On 12/8/2011 11:19 AM, Robert Sanderson wrote:
> If you blindly include whatever you get back directly into the page,
> it might include either badly performing, out of date, or potentially
> malicious<script> tags that subsequently destroy the page. It's the
> equivalent of blindly accepting web form input into an SQL query and
> then wondering where your tables all disappeared off to.
Hmm, i'm not sure it's the _equivalent_, isn't JS (especially JS you
wrote) going to only be getting HTML from servers running software you
wrote/controlled?
Even if a server is just adding HTML to a page (no JS involved), it
COULD be subject to an HTML injection attack, if the server is basing
the HTML on user input without properly sanitizing it.
I don't think the fact that you've split the logic between the server
and the JS neccearily changes things. It's essentially just a 'remote
procedure call'. The server is STILL responsible for delivering secure
HTML -- exactly as it was when there was no JS involved at all, no?

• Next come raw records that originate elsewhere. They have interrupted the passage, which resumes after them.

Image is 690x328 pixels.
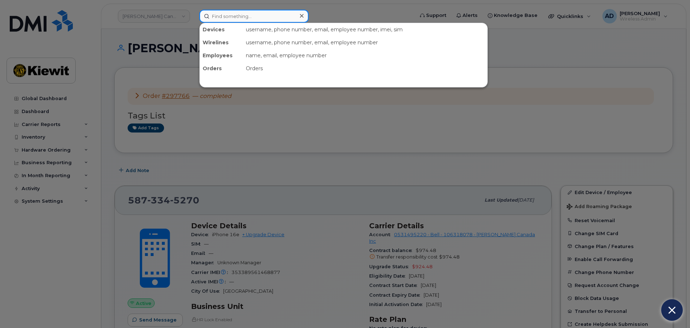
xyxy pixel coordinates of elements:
[243,36,487,49] div: username, phone number, email, employee number
[200,49,243,62] div: Employees
[200,62,243,75] div: Orders
[200,36,243,49] div: Wirelines
[243,62,487,75] div: Orders
[200,23,243,36] div: Devices
[243,23,487,36] div: username, phone number, email, employee number, imei, sim
[243,49,487,62] div: name, email, employee number
[542,109,687,325] iframe: Five9 LiveChat
[668,305,676,317] img: Close chat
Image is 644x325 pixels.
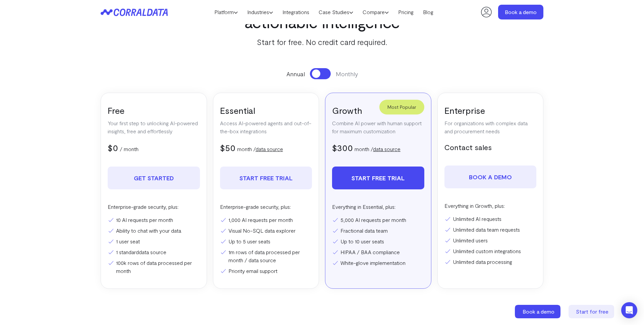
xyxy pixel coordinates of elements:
li: Visual No-SQL data explorer [220,227,312,234]
p: / month [120,145,139,153]
p: Your first step to unlocking AI-powered insights, free and effortlessly [107,119,200,135]
p: Combine AI power with human support for maximum customization [332,119,425,135]
span: $300 [332,142,353,153]
li: 100k rows of data processed per month [107,259,200,275]
a: Case Studies [314,7,358,17]
span: $0 [107,142,118,153]
a: Platform [210,7,243,17]
a: Industries [243,7,278,17]
li: Unlimited data team requests [445,225,537,234]
p: Enterprise-grade security, plus: [107,203,200,210]
h3: Essential [220,105,312,116]
li: Unlimited data processing [445,258,537,265]
span: Monthly [336,69,358,78]
li: 1 standard [107,248,200,256]
span: Book a demo [522,308,555,315]
li: Up to 5 user seats [220,237,312,245]
li: Fractional data team [332,227,425,234]
li: Priority email support [220,267,312,275]
a: Start free trial [220,166,312,189]
a: Book a demo [498,5,544,19]
a: Book a demo [515,305,562,318]
p: For organizations with complex data and procurement needs [445,119,537,135]
li: Unlimited users [445,236,537,244]
li: 1 user seat [107,237,200,245]
li: 10 AI requests per month [107,216,200,224]
a: Book a demo [445,165,537,188]
p: Everything in Essential, plus: [332,203,425,210]
a: Blog [418,7,438,17]
div: Most Popular [379,100,425,115]
li: Unlimited AI requests [445,215,537,223]
li: Ability to chat with your data [107,227,200,234]
li: Up to 10 user seats [332,237,425,245]
p: Start for free. No credit card required. [166,36,478,48]
h3: Enterprise [445,105,537,116]
h3: Growth [332,105,425,116]
li: White-glove implementation [332,259,425,267]
li: 1m rows of data processed per month / data source [220,248,312,264]
p: month / [355,145,401,153]
p: Enterprise-grade security, plus: [220,203,312,210]
span: $50 [220,142,236,153]
a: data source [139,249,166,255]
div: Open Intercom Messenger [621,302,638,318]
li: 5,000 AI requests per month [332,216,425,224]
a: Start for free [568,305,616,318]
a: Start free trial [332,166,425,189]
li: Unlimited custom integrations [445,247,537,255]
p: month / [237,145,283,153]
h3: Free [107,105,200,116]
li: HIPAA / BAA compliance [332,248,425,256]
a: Get Started [107,166,200,189]
a: Integrations [278,7,314,17]
a: Pricing [394,7,418,17]
p: Everything in Growth, plus: [445,201,537,210]
a: data source [373,146,401,152]
li: 1,000 AI requests per month [220,216,312,224]
h5: Contact sales [445,142,537,152]
p: Access AI-powered agents and out-of-the-box integrations [220,119,312,135]
a: data source [256,146,283,152]
a: Compare [358,7,394,17]
span: Start for free [576,308,608,315]
span: Annual [287,69,305,78]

Now, granted, it is a more complicated environment when there's JS
involved, so there is more chance for a security bug. But I wouldn't
say it's the equivalent of blinding accepting web form input etc....
whether JS is involved or not, if the server is generating HTML, it's
the server's job to _not_ blinding accept web form input and stick it
into HTML.
If you have your JS asking _untrusted sources_ (instead of your own
server) for HTML, then that might be a different story.